Gaiman is teamed up with a role call of international talents, ranging from P. Craig Russell and Bill Sienkiewicz to Milo Manara and Miguelanxo Prado, each of whom contribute their own vision to the mythos. (The most disturbing: Barron Storey’s “15 Portraits of Despair.”)

Definitely not for kids, but it’s a must-have for the serious student of the art.

###

Terry Morrow reported the following Endless Nights review in the September 26th Knoxville News-Sentinel:

Neil Gaiman thinks like a nightmare.

He captures the innocence of a folktale and mixes it with a macabre sense of wonderment. As with old European fairytales, the root of his stories is shocking as they betray their exterior.

“The Sandman: Endless Nights” (Vertigo Comics, $24.99) is a 152- page hardcover of short stories revisiting characters from Gaiman’s Sandman comic in vignettes.
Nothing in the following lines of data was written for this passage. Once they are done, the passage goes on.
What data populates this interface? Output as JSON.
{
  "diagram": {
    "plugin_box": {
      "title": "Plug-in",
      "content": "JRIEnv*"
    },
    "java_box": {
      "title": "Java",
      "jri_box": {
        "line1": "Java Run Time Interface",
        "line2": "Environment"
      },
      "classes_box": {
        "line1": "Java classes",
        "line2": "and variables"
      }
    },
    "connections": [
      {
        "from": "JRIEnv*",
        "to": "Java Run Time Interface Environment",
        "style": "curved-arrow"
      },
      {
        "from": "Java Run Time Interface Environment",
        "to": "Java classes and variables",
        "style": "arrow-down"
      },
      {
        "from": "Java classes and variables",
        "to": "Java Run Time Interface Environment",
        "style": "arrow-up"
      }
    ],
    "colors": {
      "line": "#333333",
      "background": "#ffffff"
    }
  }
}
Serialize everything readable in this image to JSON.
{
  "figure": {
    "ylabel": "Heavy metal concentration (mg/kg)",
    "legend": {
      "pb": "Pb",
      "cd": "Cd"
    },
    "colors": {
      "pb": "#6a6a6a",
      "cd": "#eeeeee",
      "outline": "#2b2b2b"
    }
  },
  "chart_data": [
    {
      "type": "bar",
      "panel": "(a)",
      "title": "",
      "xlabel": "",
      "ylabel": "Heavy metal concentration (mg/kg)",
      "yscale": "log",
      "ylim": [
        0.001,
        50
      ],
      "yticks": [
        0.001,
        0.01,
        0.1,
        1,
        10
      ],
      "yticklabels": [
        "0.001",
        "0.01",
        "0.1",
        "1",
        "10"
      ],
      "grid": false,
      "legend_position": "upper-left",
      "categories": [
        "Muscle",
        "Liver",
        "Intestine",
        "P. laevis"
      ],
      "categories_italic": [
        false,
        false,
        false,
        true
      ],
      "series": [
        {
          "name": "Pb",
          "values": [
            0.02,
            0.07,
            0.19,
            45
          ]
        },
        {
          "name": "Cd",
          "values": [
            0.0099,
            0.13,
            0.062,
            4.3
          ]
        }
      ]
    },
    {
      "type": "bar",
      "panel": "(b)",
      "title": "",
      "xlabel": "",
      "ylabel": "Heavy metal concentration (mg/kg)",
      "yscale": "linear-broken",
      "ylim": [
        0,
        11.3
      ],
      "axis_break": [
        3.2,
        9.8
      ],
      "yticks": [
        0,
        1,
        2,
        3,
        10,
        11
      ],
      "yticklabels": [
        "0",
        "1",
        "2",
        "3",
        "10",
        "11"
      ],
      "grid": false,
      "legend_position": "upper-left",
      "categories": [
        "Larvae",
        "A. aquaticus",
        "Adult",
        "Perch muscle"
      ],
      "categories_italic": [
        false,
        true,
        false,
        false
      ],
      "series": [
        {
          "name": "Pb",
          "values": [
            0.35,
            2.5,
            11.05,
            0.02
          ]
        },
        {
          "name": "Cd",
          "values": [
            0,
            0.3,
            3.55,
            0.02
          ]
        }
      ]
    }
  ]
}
There is Sandman, the living embodiment of dreams, and his messed up family — all personifications, too. There’s Death, Desire, Dream, Despair and Destiny, among others. They are concepts, for the most part, living in a physical form.

In the 1990s, Gaiman built his reputation by writing some of the most thought-provoking comic tales in decades. His comics are an intelligent art form, serving as social commentary while keeping a playful sense of irony.

“Endless Nights” is Gaiman at his sharpest. Each entry stands on its own merit.

The opener, “Death in Venice,” parallels two stories and is my favorite of the series. One is set in modern times, and the other is centuries ago. Their merging proves to be wonderfully terrifying in that Gaiman sort of way.

“Dream, Heart of a Star” is about a party attended by “god”-like beings with the same weaknesses of the heart as mere mortals.

Making “Endless Nights” complete is the jaw-dropping art. While “Endless Nights” is one of those rare comic examples where pictures are not needed — the words speak for themselves — the art magnifies the reading experience.

Scotsman Frank Quitely stretches his amazing abilities for Destiny’s story. The simple white background frames the images perfectly. Bill Sienkiewicz’s Delirium tale comes closest to representing in images what Gaiman does with the written word.

“Endless Night” can be bloody, perplexing and humane, sometimes all in the same story, sometimes all in the same frame. It’s a superb example of the kind of artistic standards that only comics can produce.